• _EXERCISE DESCRIPTION_
With pictures left out, set down exactly the lines that begin at the one containing "Find the location" and end with the last line of the entries below.

[Saved data entries]
....

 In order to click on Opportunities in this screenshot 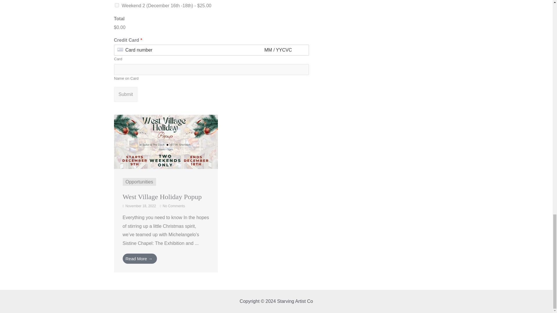, I will do `click(139, 182)`.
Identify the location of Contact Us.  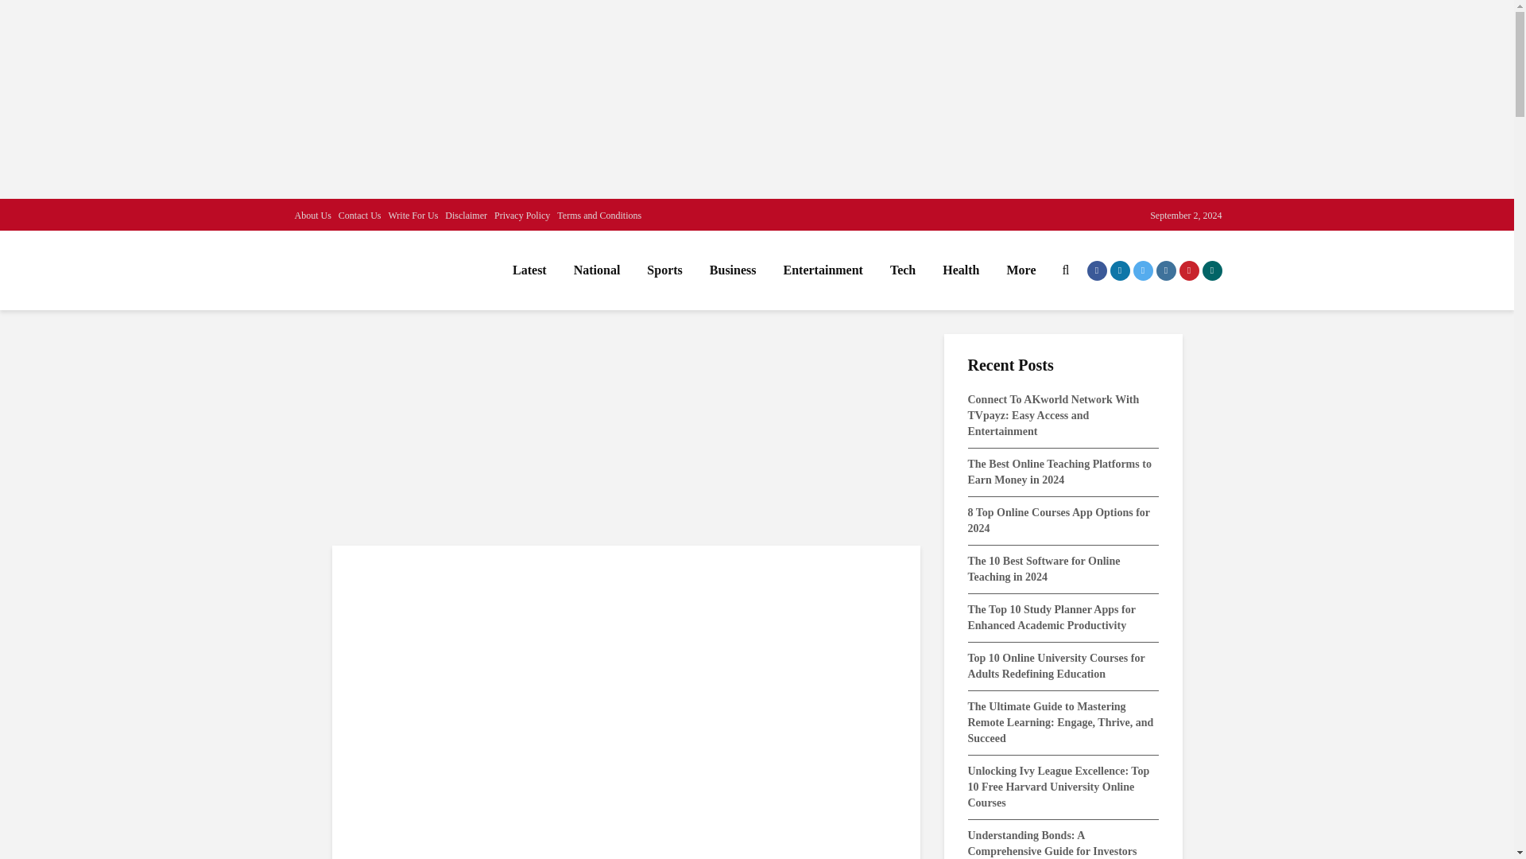
(360, 215).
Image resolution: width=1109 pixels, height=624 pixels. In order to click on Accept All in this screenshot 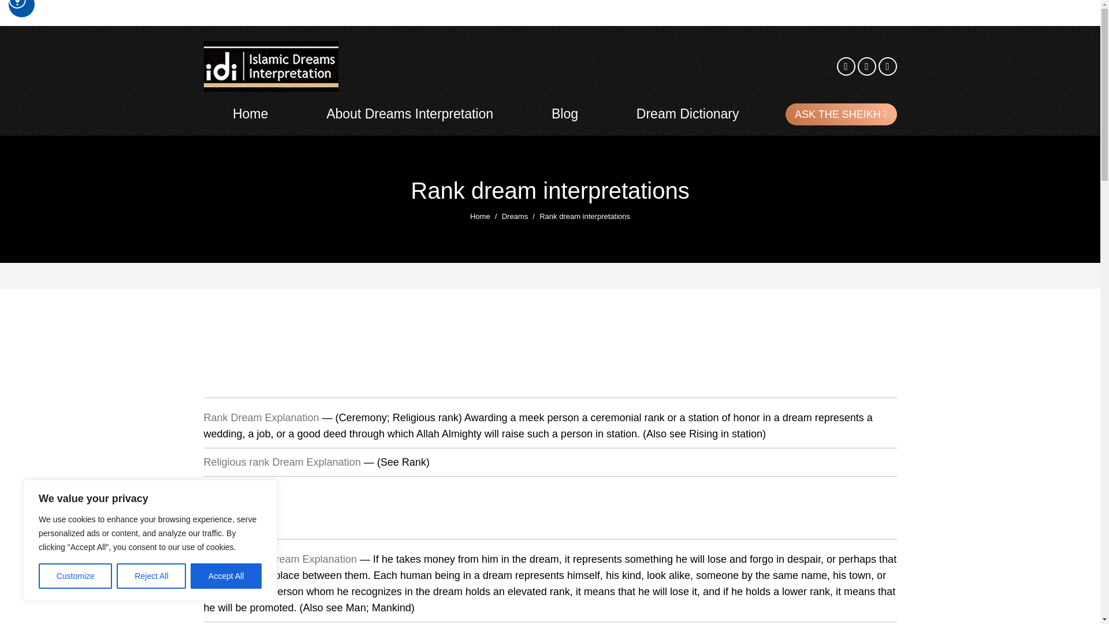, I will do `click(226, 576)`.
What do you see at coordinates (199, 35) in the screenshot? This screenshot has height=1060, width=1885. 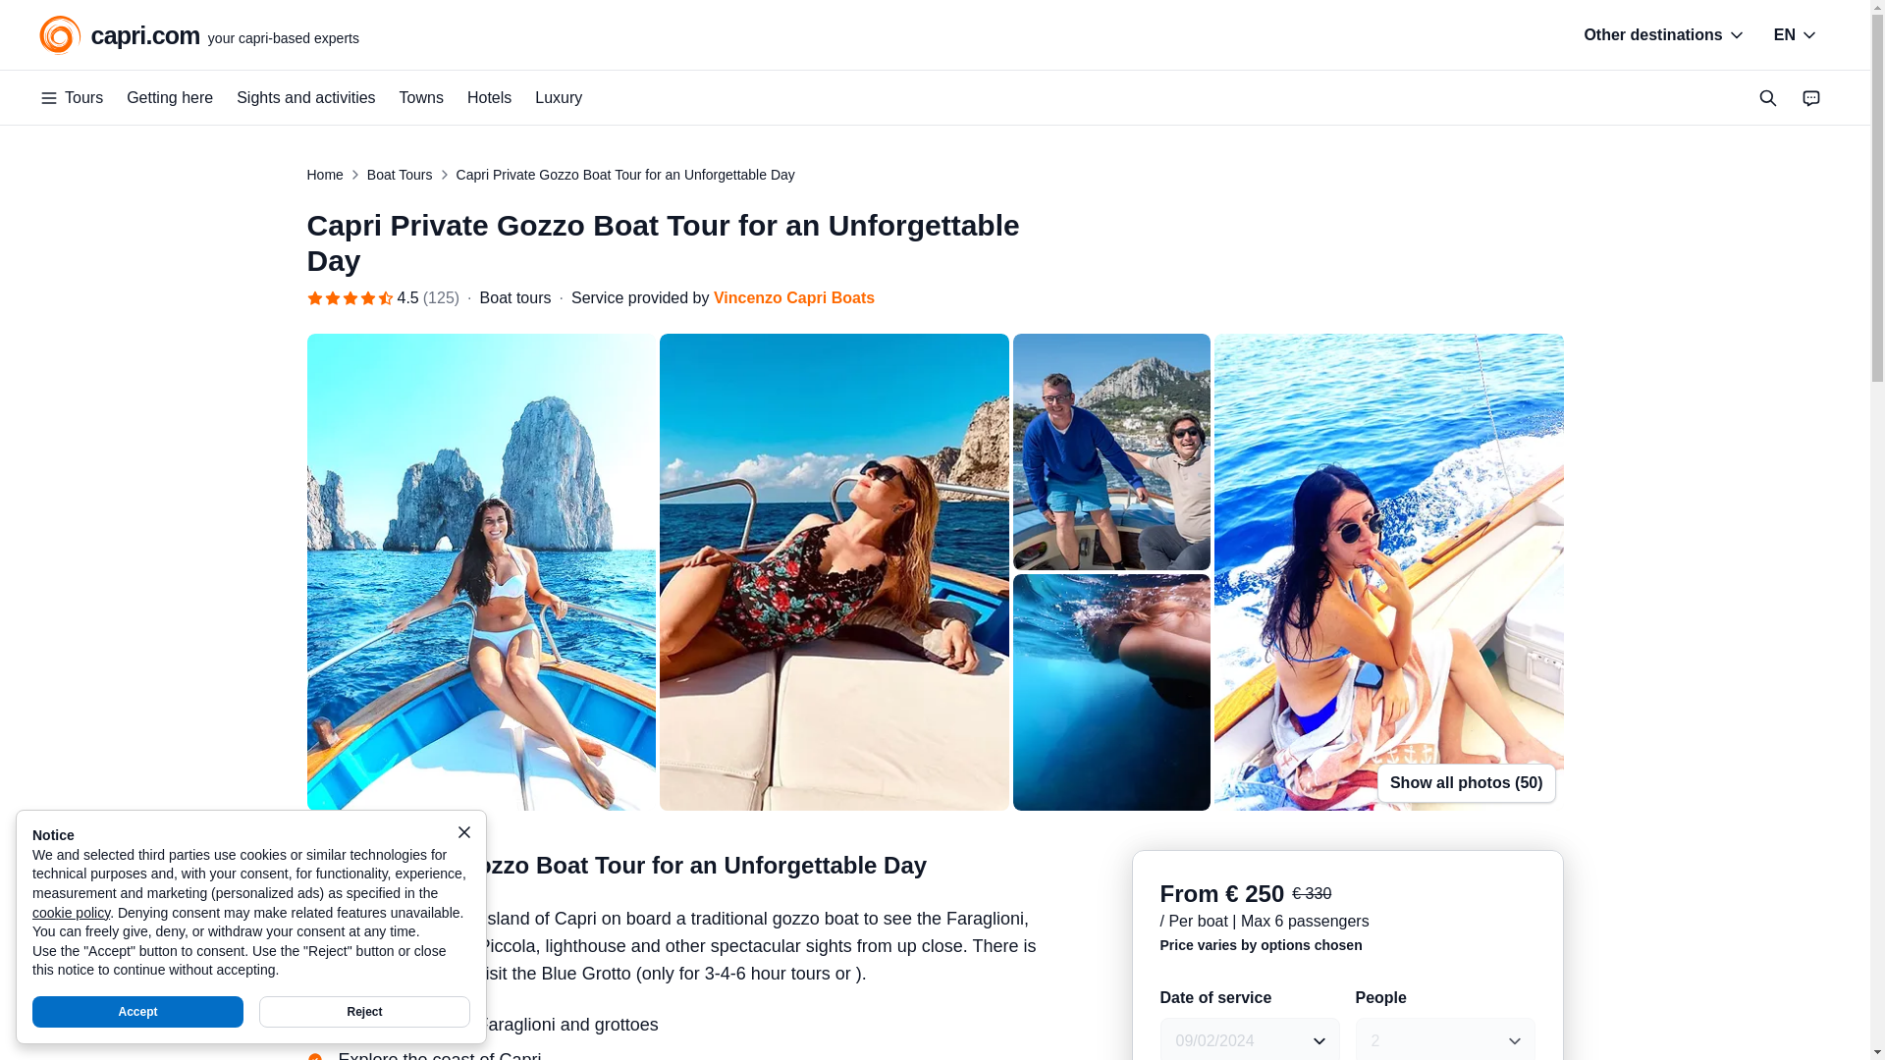 I see `EN` at bounding box center [199, 35].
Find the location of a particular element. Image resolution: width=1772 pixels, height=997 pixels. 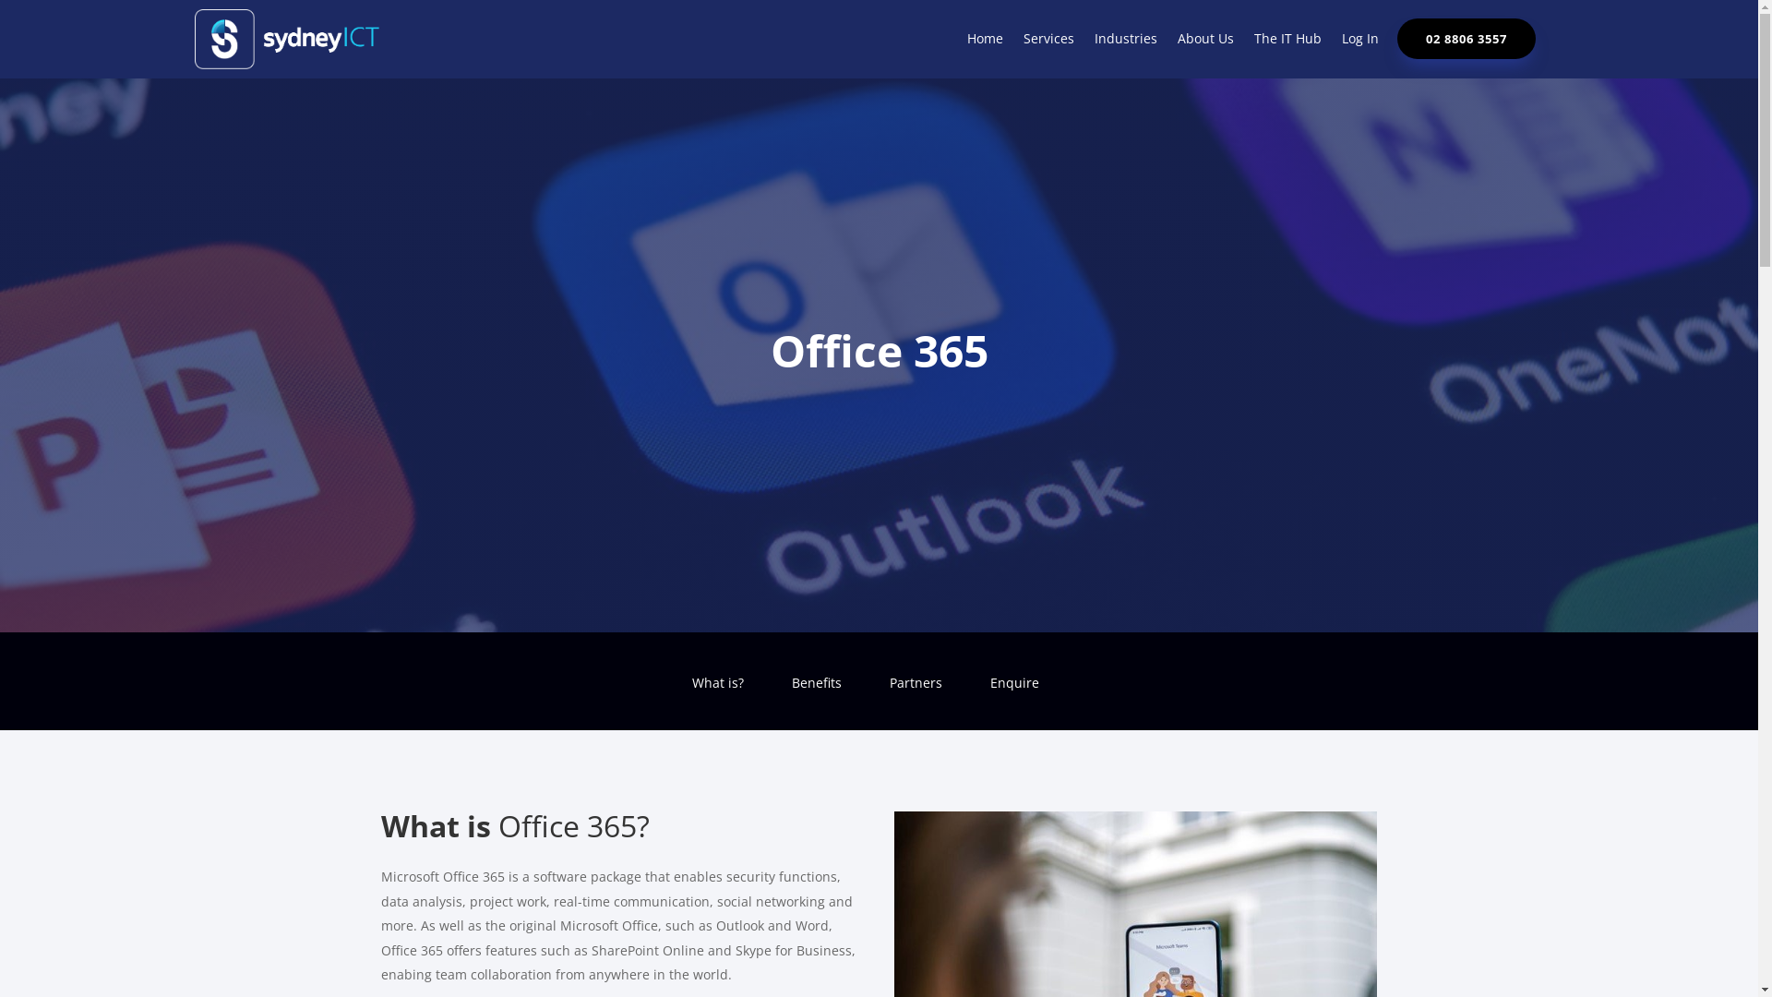

Partners is located at coordinates (916, 696).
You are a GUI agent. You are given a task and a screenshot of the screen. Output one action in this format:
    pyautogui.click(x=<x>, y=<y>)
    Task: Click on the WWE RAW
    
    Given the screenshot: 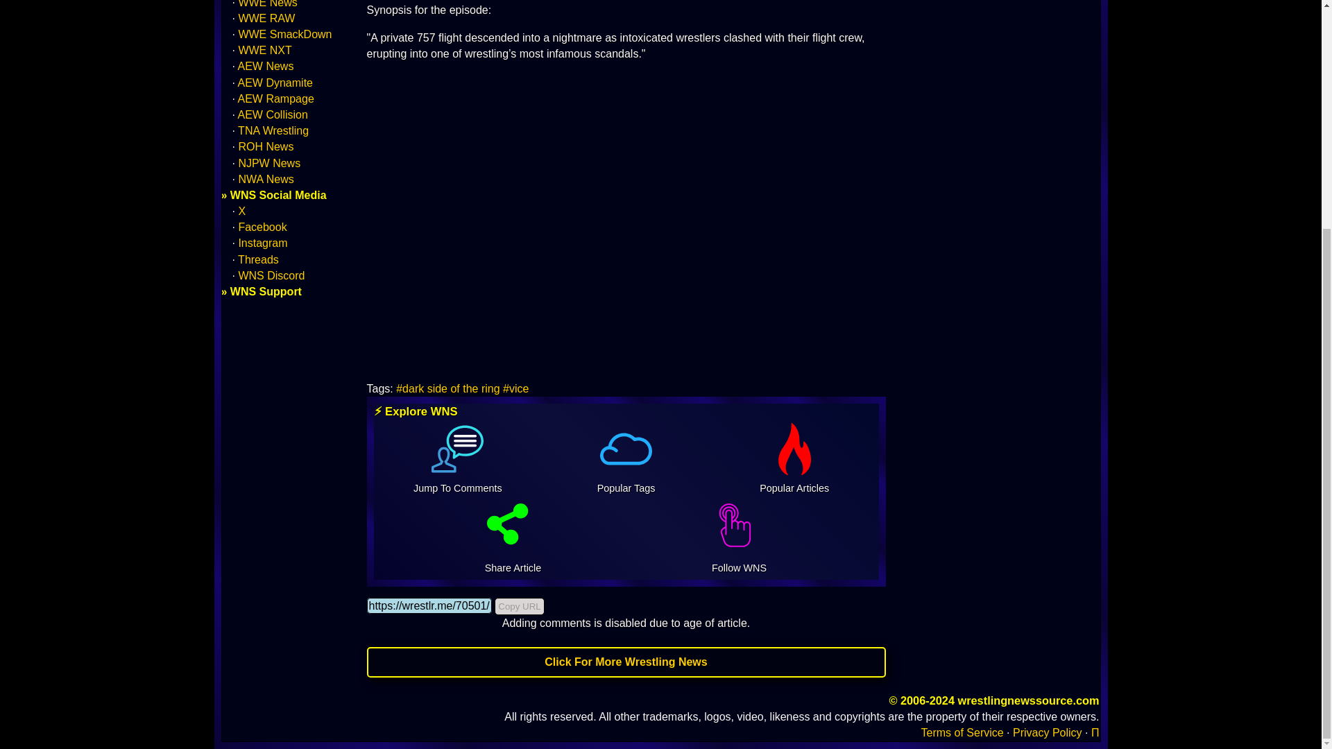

....

• _RESPONSE TO THIS EXERCISE_
Find the location of a particular element. Image resolution: width=1772 pixels, height=997 pixels. 

Partners is located at coordinates (916, 696).
You are a GUI agent. You are given a task and a screenshot of the screen. Output one action in this format:
    pyautogui.click(x=<x>, y=<y>)
    Task: Click on the WWE RAW
    
    Given the screenshot: 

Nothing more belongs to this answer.